We are talking about "real things" not about a new shopping company, internet provider or a bank.

It is actually a great risk, for the local administration and population/tax payers. It is not about jobs. The jobs will always be sourced locally. With a few bean counters, directors and planning/engineers from the source company.

Does that mean it is needed that bosses of such construction companies meet secretly in hotels. No idea. I guess they simply decide how to divide up Africa and what to do after the collapse of Gods Own Country.

Comment Re:If you don't grow it and harvest it, (Score 1) 46

Don't bother.

For idiots like him it is always the "other parties fault" or "insert president of hate", because parties and presidents always do things just "because" and never have a sane reason.

Laws do not exist anyway, and that a project gets blocked in a court, where people look at the laws and at the project and at the side effects of the project and how that contradicts the law and finally say: can not do - all this of course is the "current political party of hate" fault. Or the president himself. Or the son of the president. Or because one copied some emails to his private account.

It is never the case that one tried to do something that was against the law in the first place, and got stopped.

Comment This Is Where We Draw the Line (Score -1) 32

through therapy-themed bots that claim to have credentials and confidentiality "with inadequate controls and disclosures."

That right there is some straight up bullshit. These people are living in a fantasy world.
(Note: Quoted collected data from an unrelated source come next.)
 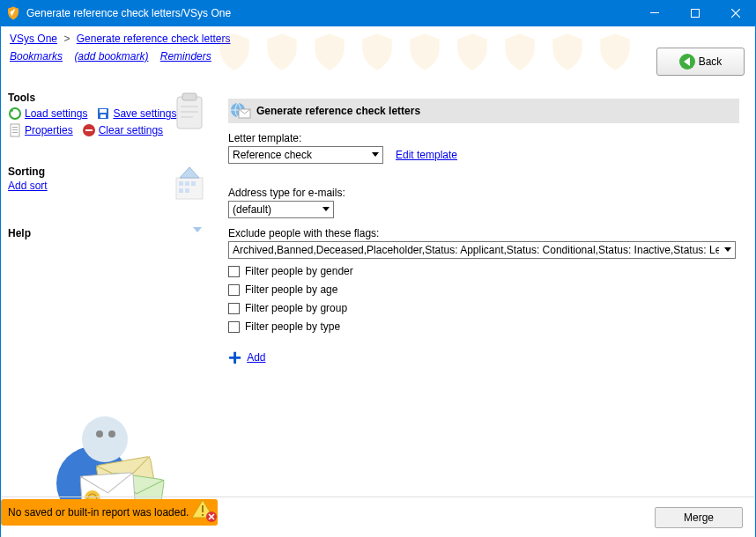 What do you see at coordinates (136, 114) in the screenshot?
I see `save-settings-link: Save settings` at bounding box center [136, 114].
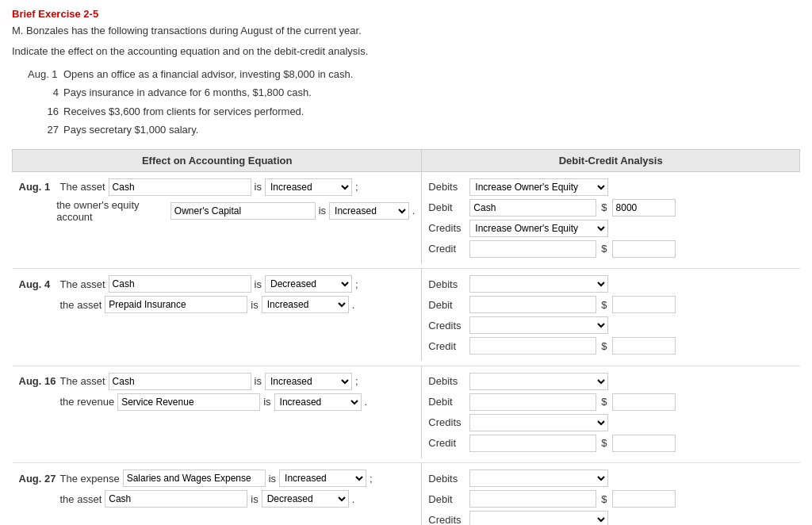 Image resolution: width=812 pixels, height=525 pixels. What do you see at coordinates (366, 401) in the screenshot?
I see `aug16-line2-period: .` at bounding box center [366, 401].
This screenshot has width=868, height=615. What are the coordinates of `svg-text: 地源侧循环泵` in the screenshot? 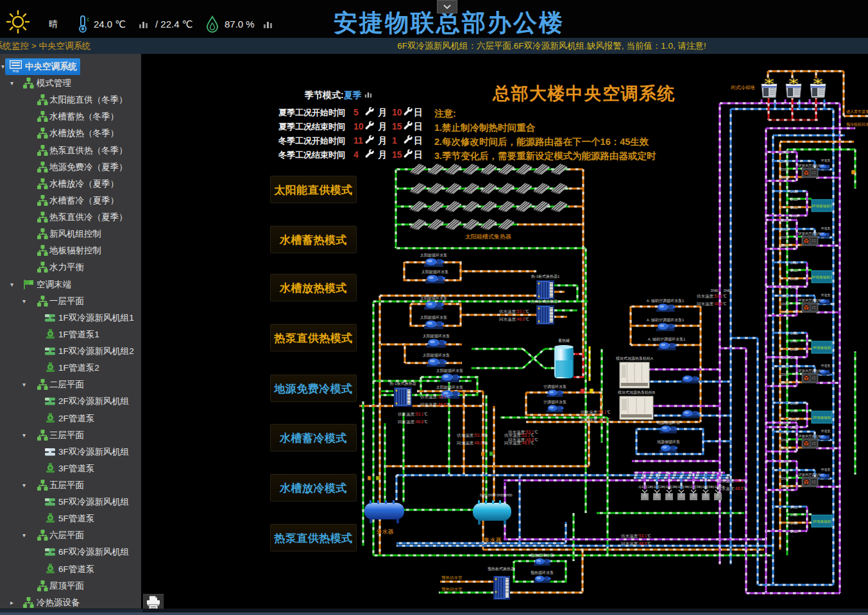 It's located at (668, 442).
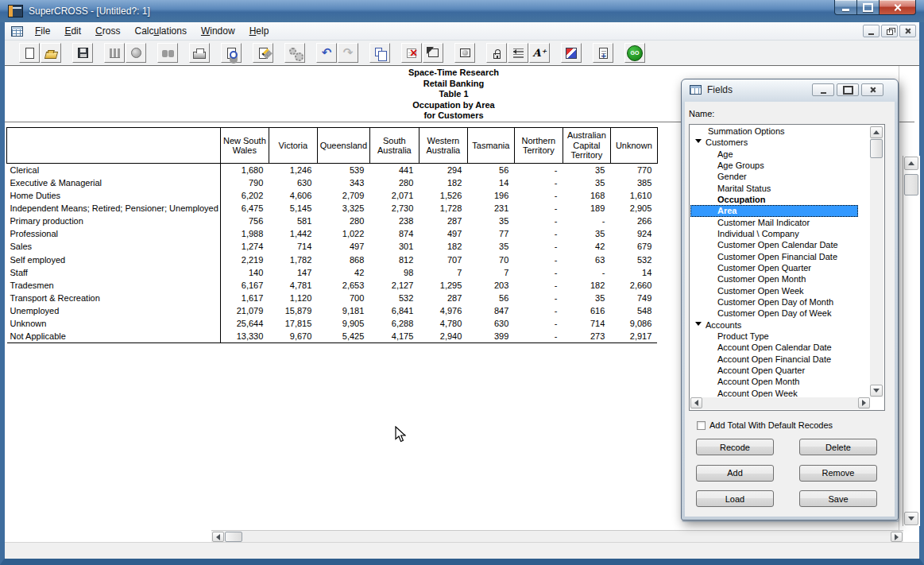 The width and height of the screenshot is (924, 565). I want to click on row-label: Unknown, so click(114, 323).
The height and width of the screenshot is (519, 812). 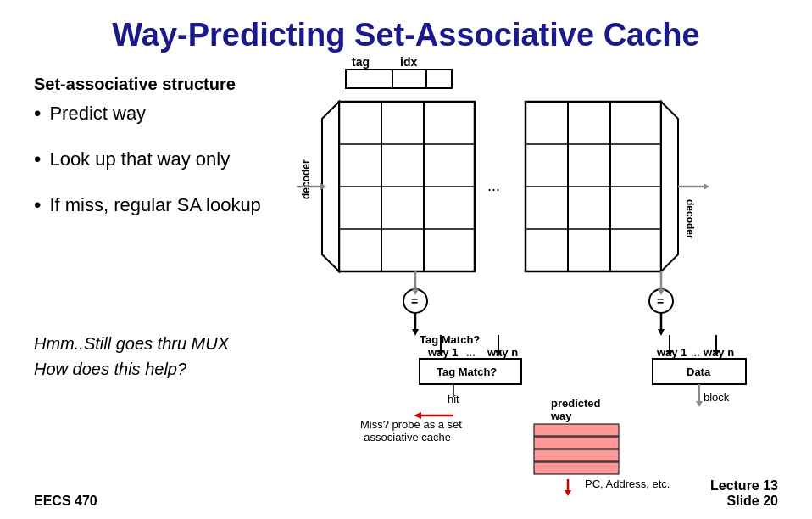 I want to click on svg-text: Data, so click(x=698, y=371).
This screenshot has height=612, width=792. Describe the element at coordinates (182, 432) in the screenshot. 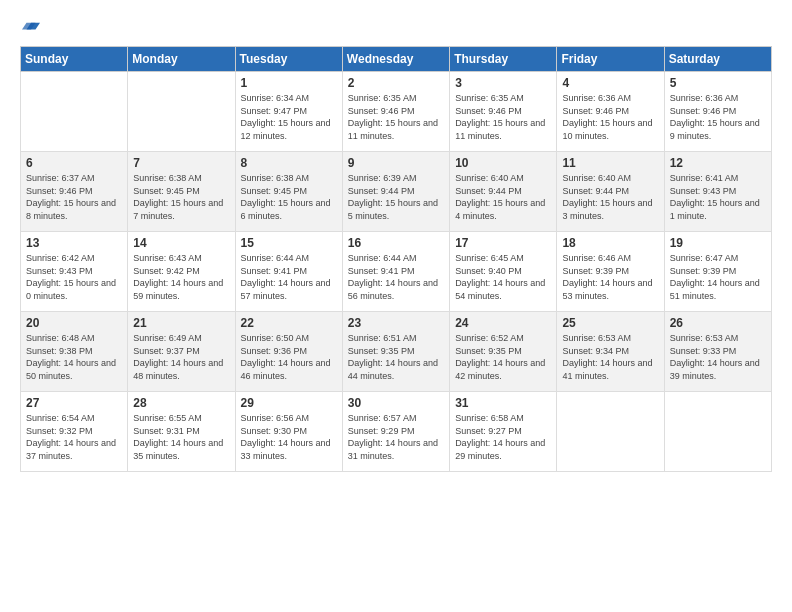

I see `calendar-cell: 28Sunrise: 6:55 AMSunset: 9:31 PMDayligh…` at that location.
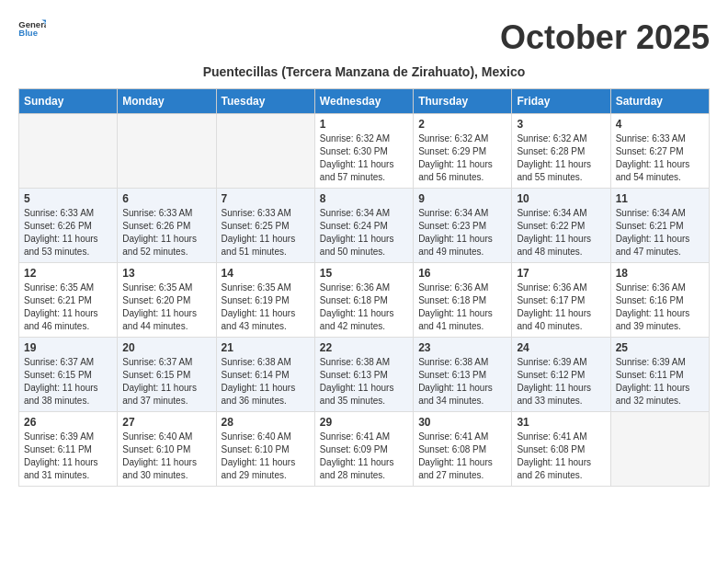 The height and width of the screenshot is (563, 728). What do you see at coordinates (265, 226) in the screenshot?
I see `calendar-day: 7Sunrise: 6:33 AM Sunset: 6:25 PM Daylig…` at bounding box center [265, 226].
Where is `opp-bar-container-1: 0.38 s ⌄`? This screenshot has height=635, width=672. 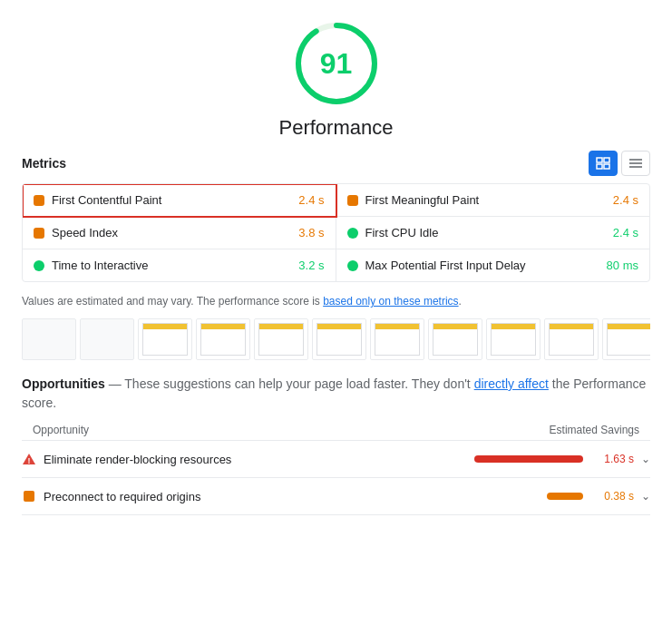 opp-bar-container-1: 0.38 s ⌄ is located at coordinates (599, 496).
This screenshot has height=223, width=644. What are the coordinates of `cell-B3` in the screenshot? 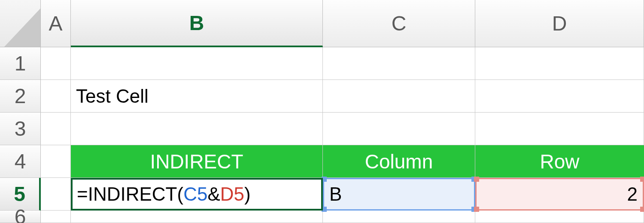 It's located at (197, 129).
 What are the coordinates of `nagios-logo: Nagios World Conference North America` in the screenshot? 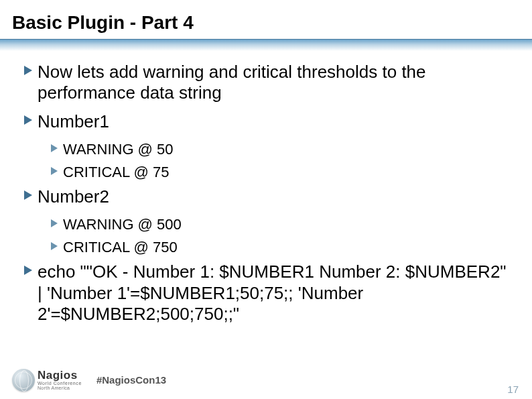 It's located at (47, 380).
There is no legal provision for a goddamn chat bot to be "credentialed" for any purpose at all, especially where human mental health is concerned.

I'm as big a supporter of technology and science as the next person, but this slavish worship of solutions to math problems as a substitute for God is going to stop, or AI is going to get regulated into oblivion, and that might not be a bad outcome.

AI is very complex math that simulates the right answer. It is physically impossible for it to be anything else. If you claim otherwise you are not only being unscientific, you're a liar.